Gloucester Museum Dinosaur Exhibition

It's about time that Dinosaurs made it to Gloucester's City Museum which is located just off of the main shopping high street in Gloucester. As for as long as I can remember Gloucester Museum has never done a proper job museum exhibition on dinosaurs, which personally I think is a crying shame so this has been a long awaited exhibition!
First of all it’s a PAID exhibition, which I don’t mind, but you might find it to be a bit pricey for a large family, but you get free entrance into the other Gloucester Folk Museum with it so that’s a bonus, I think. The exhibition is split in to two parts, the first half of the exhibition space is takes you through through a mini ramble through the Mesozoic. Here you'll see dinosaurs like Triceratops, Stegosaurus, Velociraptor and very terrifying Pteranodon set in their surroundings. Unfortunately I can’t see much value in this part of the exhibition except for the occasional Jurassic selfie as they have even misspelt the sign for Deinonychus!

The second half of the exhibition is much more interesting and here you will find something a little bit more akin to what you come across in a museum, old style glass cabinets rammed with fossils that probably haven't seen the light of day for years. Accompanying these relics are some of the oldest palaeontological models I have ever seen on display, guaranteed these have also been dug out of the collections from many decades ago, perhaps they were from a time when the museum was free and used to get regular visitors. Personally I love these old models as they tell a time of when people used to think of dinosaurs as slow lumbering reptiles.

The 'fossils in display cabinets' half of the exhibition is the most interesting as I can see the curator has gone to great lengths to dig out some of Gloucestershire's most famous and most interesting fossil finds. Some of the displays are fantastically splayed out and I was particularly taken back by the lovely show of old geological monographs that celebrate the 175th birthday of the word Dinosaur being coined by Richard Owen. (I’m not sure how the collections conservator would react to how all these books are piled up!)
Most of the signs are fun, informative and interesting. Except the first sign you come across is a little bit confusing (see picture, see if you can make sense of this?). The ‘what makes a dinosaur’ is too big, too complicated for anyone to understand and has clearly been copied from a Wikipedia page, a huge sign that whoever wrote this had NO IDEA and couldn’t even be bothered to consult anyone or google it. Its target market is everyone which has mixed and distorted their message in quite a few places as there is just too much writing in the display cabinets, the signs are too high for children to read and there is a HUGE lack of palaeo art and illustration considering it’s aimed at families.
At least the gift shop is well stocked with dinosaur and fossily things I hear you say! Well, there’s not a lot here I would consider breaking my purse open for. It’s the same old boring museum gift shop stuff, even though I will literally buy most things with a dinosaur on it! There are nowhere near enough dinosaur books, I think I saw 2, and OK I wouldn’t mind a dinosaur tail but not at that price!

Overall I think that Gloucester Museum has done an OK job considering the trouble that they are going through with the council, budget and staff cuts. Even though they have put together this exhibition with minimal funding and little to no knowledge of the subject I think the staff who are meant to be ‘experts’ in creating museum displays could have done more to add a hands on or touching aspect to the exhibition and a little bit of artwork here and there wouldn’t have done any harm considering their primary target audience are families. Generally families will enjoy this small dinosaur exhibition in Gloucester but palaeo fanatics might not find anything of interest here sadly.
Gloucester Museum has really shown its (old) age, lack of funding and enthusiasm for this topic as this is a great dinosaur exhibition if you’re in the 1990’s. They even had BBC's Walking with Dinosaurs playing in the background which came out in 1999, 18 years ago! In fact the only modern bit of this exhibition is the awfully rendered digital dinosaur art.
This demonstrates how much county museums are suffering from council cuts and in little county museums like Gloucester’s you can really see how places like this are going downhill fast through lack of funding. I love a dinosaur exhibition and how they can promote palaeontology to younger generations and I hate to say it like this but this is an example of HOW NOT to do a dinosaur exhibition. Dinosaurs as a topic is too broad and they might have done better to focus on their collection and representing it honestly. Perhaps they shouldn’t have spent so much money on this ‘one hit wonder’ and reinvested it into the museum and making it a little bit more relevant within the Gloucester City community. It is slightly disappointing because if these cuts didn't come at the time they did this would have had the potential to be a good exhibition celebrating Gloucester’s dinosaurs.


#### Task to complete:
Could you give the records below again exactly, without the pictures?

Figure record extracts
□ □ □ □ □ □ □

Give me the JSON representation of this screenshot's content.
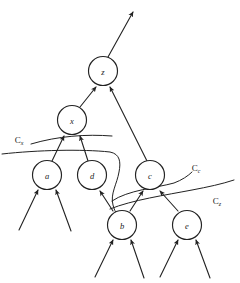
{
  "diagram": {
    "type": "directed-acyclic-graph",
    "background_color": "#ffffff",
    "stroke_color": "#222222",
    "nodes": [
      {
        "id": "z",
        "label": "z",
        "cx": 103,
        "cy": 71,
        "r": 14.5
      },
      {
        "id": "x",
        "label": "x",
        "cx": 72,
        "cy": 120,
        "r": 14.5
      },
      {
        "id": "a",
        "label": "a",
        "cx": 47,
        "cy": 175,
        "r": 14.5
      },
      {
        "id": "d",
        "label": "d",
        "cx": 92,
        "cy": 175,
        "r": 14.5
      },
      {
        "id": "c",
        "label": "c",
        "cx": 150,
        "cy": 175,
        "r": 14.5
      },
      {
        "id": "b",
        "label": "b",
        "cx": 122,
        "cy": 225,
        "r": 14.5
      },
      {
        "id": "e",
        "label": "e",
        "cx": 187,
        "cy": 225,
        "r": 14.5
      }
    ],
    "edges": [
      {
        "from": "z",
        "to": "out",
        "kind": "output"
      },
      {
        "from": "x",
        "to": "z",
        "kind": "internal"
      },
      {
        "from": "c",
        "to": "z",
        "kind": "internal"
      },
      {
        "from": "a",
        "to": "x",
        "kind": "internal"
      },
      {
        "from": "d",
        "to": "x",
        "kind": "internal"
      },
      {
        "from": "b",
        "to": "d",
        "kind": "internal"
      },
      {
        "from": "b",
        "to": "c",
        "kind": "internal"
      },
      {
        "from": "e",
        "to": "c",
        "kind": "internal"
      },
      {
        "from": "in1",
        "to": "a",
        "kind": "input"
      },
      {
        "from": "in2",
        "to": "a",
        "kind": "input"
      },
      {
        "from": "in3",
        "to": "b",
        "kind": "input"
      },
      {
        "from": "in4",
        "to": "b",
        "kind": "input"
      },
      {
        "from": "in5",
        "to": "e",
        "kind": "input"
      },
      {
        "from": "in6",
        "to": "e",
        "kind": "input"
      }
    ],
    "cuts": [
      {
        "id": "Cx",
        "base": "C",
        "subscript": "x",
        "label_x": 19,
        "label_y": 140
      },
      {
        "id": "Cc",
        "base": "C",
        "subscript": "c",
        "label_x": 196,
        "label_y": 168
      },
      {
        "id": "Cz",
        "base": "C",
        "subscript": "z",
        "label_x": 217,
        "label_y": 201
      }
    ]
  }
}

□ □ □ □ □ □ □

#### Solution to this exercise:
Give me the JSON representation of this screenshot's content.
{
  "diagram": {
    "type": "directed-acyclic-graph",
    "background_color": "#ffffff",
    "stroke_color": "#222222",
    "nodes": [
      {
        "id": "z",
        "label": "z",
        "cx": 103,
        "cy": 71,
        "r": 14.5
      },
      {
        "id": "x",
        "label": "x",
        "cx": 72,
        "cy": 120,
        "r": 14.5
      },
      {
        "id": "a",
        "label": "a",
        "cx": 47,
        "cy": 175,
        "r": 14.5
      },
      {
        "id": "d",
        "label": "d",
        "cx": 92,
        "cy": 175,
        "r": 14.5
      },
      {
        "id": "c",
        "label": "c",
        "cx": 150,
        "cy": 175,
        "r": 14.5
      },
      {
        "id": "b",
        "label": "b",
        "cx": 122,
        "cy": 225,
        "r": 14.5
      },
      {
        "id": "e",
        "label": "e",
        "cx": 187,
        "cy": 225,
        "r": 14.5
      }
    ],
    "edges": [
      {
        "from": "z",
        "to": "out",
        "kind": "output"
      },
      {
        "from": "x",
        "to": "z",
        "kind": "internal"
      },
      {
        "from": "c",
        "to": "z",
        "kind": "internal"
      },
      {
        "from": "a",
        "to": "x",
        "kind": "internal"
      },
      {
        "from": "d",
        "to": "x",
        "kind": "internal"
      },
      {
        "from": "b",
        "to": "d",
        "kind": "internal"
      },
      {
        "from": "b",
        "to": "c",
        "kind": "internal"
      },
      {
        "from": "e",
        "to": "c",
        "kind": "internal"
      },
      {
        "from": "in1",
        "to": "a",
        "kind": "input"
      },
      {
        "from": "in2",
        "to": "a",
        "kind": "input"
      },
      {
        "from": "in3",
        "to": "b",
        "kind": "input"
      },
      {
        "from": "in4",
        "to": "b",
        "kind": "input"
      },
      {
        "from": "in5",
        "to": "e",
        "kind": "input"
      },
      {
        "from": "in6",
        "to": "e",
        "kind": "input"
      }
    ],
    "cuts": [
      {
        "id": "Cx",
        "base": "C",
        "subscript": "x",
        "label_x": 19,
        "label_y": 140
      },
      {
        "id": "Cc",
        "base": "C",
        "subscript": "c",
        "label_x": 196,
        "label_y": 168
      },
      {
        "id": "Cz",
        "base": "C",
        "subscript": "z",
        "label_x": 217,
        "label_y": 201
      }
    ]
  }
}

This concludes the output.